> [WHAT YOU SHOULD DO]:
Set down, exactly and with nothing added, the lines running from the one that holds "is (720, 540)." to the final line of the records. Pictures stay out of the copy.

> [EXERCISE MATERIALS]:

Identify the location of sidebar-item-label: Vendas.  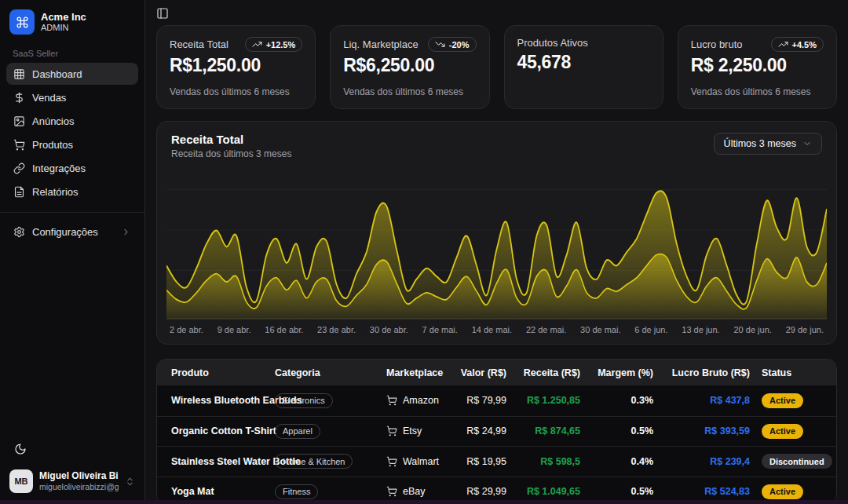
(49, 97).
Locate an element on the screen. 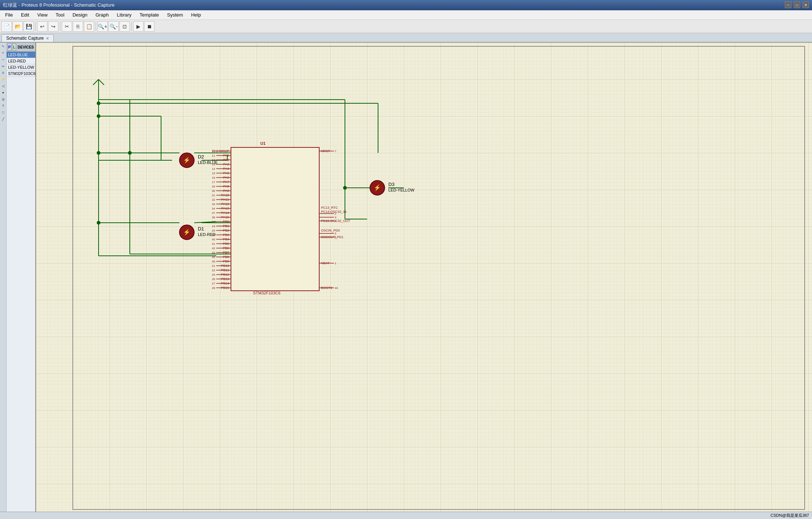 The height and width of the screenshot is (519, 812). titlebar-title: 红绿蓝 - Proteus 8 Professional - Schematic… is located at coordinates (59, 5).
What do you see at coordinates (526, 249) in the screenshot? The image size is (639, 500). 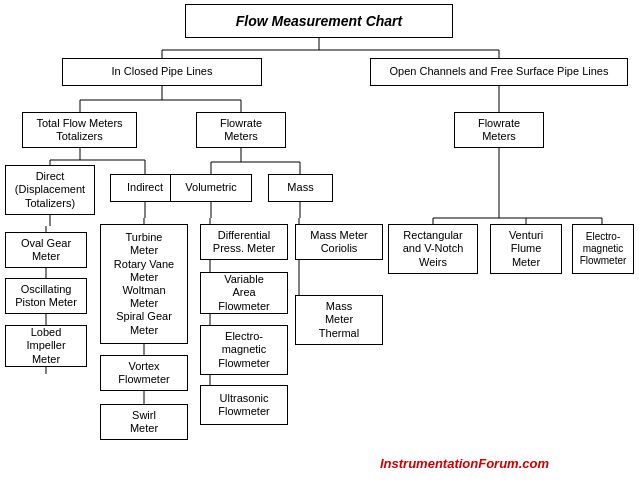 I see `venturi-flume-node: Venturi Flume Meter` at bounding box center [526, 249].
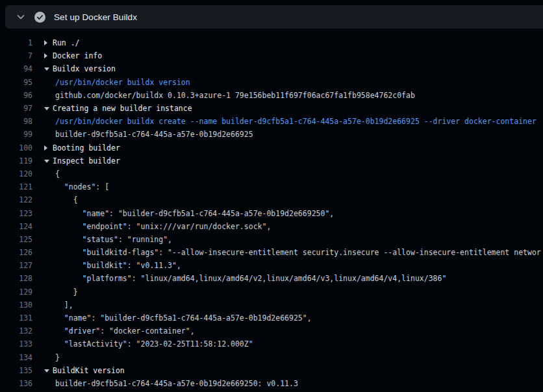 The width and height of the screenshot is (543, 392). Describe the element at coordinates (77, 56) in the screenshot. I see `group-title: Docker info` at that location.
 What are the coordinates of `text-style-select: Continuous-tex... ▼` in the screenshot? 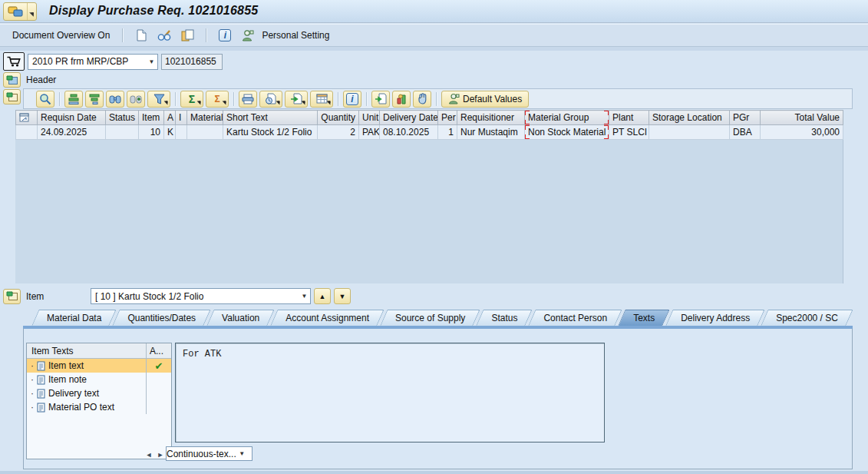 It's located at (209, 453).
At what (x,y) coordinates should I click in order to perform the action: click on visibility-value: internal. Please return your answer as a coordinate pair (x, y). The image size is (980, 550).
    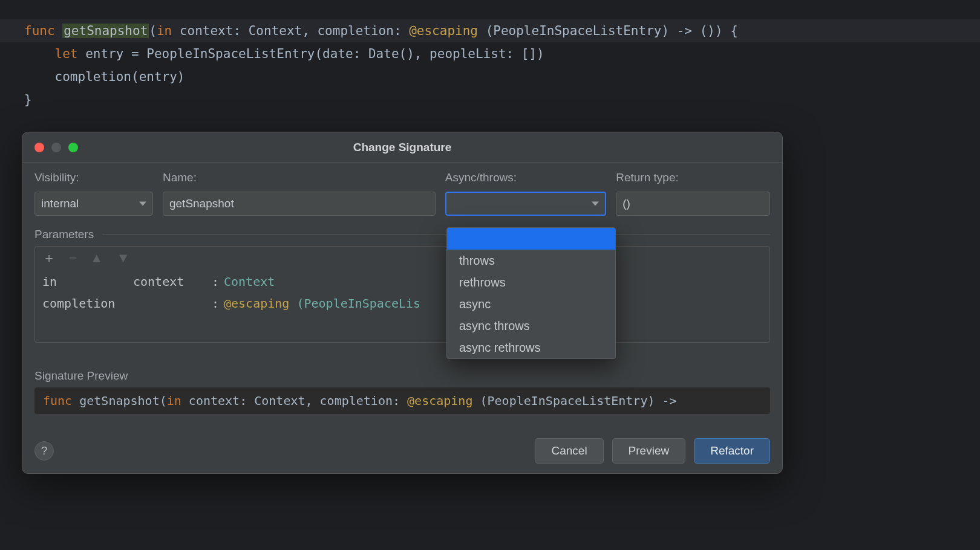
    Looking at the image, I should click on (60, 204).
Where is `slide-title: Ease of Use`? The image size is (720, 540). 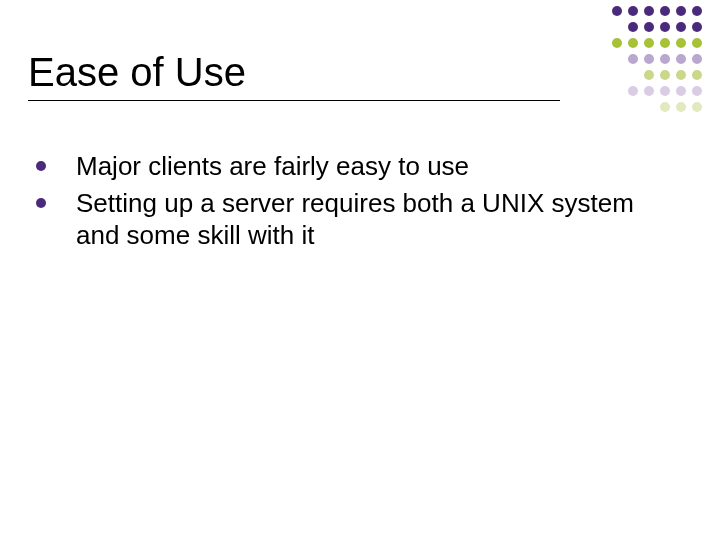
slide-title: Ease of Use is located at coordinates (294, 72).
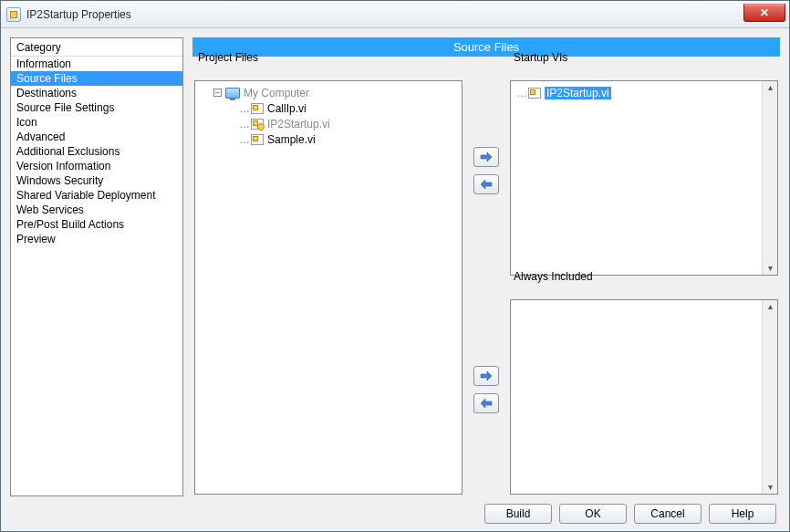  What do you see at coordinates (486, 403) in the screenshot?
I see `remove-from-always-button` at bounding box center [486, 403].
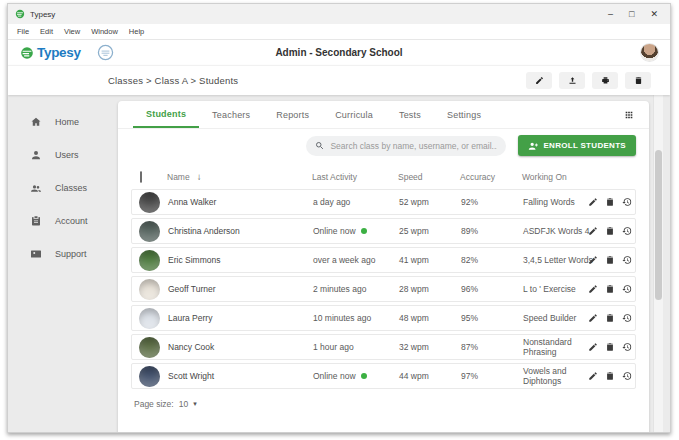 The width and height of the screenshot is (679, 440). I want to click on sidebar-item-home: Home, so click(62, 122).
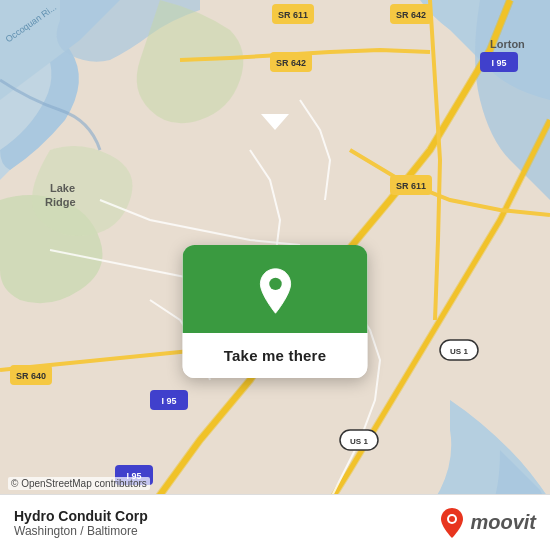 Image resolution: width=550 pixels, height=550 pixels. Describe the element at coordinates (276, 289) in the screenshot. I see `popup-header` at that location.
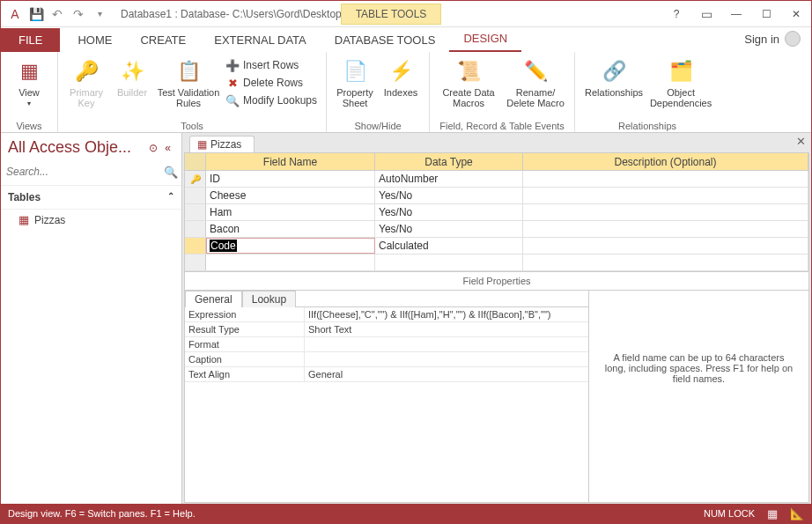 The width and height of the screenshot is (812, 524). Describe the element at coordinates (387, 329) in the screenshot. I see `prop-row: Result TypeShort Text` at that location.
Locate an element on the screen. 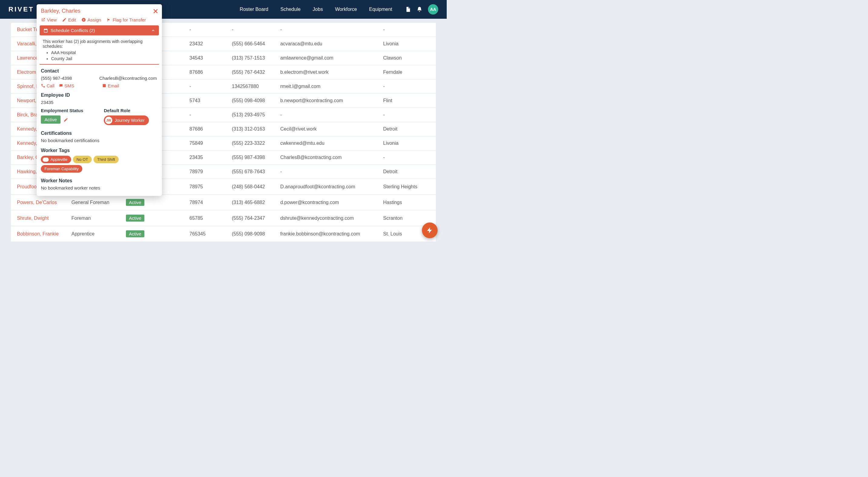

> [YOUR RESPONSE]:
Where is `slide-title: Ease of Use`? The image size is (720, 540). 
slide-title: Ease of Use is located at coordinates (294, 72).
  What do you see at coordinates (486, 403) in the screenshot?
I see `remove-from-always-button` at bounding box center [486, 403].
 The width and height of the screenshot is (679, 440). I want to click on sidebar-item-home: Home, so click(62, 122).
 Image resolution: width=550 pixels, height=550 pixels. Describe the element at coordinates (276, 289) in the screenshot. I see `popup-header` at that location.
 The width and height of the screenshot is (812, 524). Describe the element at coordinates (387, 329) in the screenshot. I see `prop-row: Result TypeShort Text` at that location.
Locate an element on the screen. 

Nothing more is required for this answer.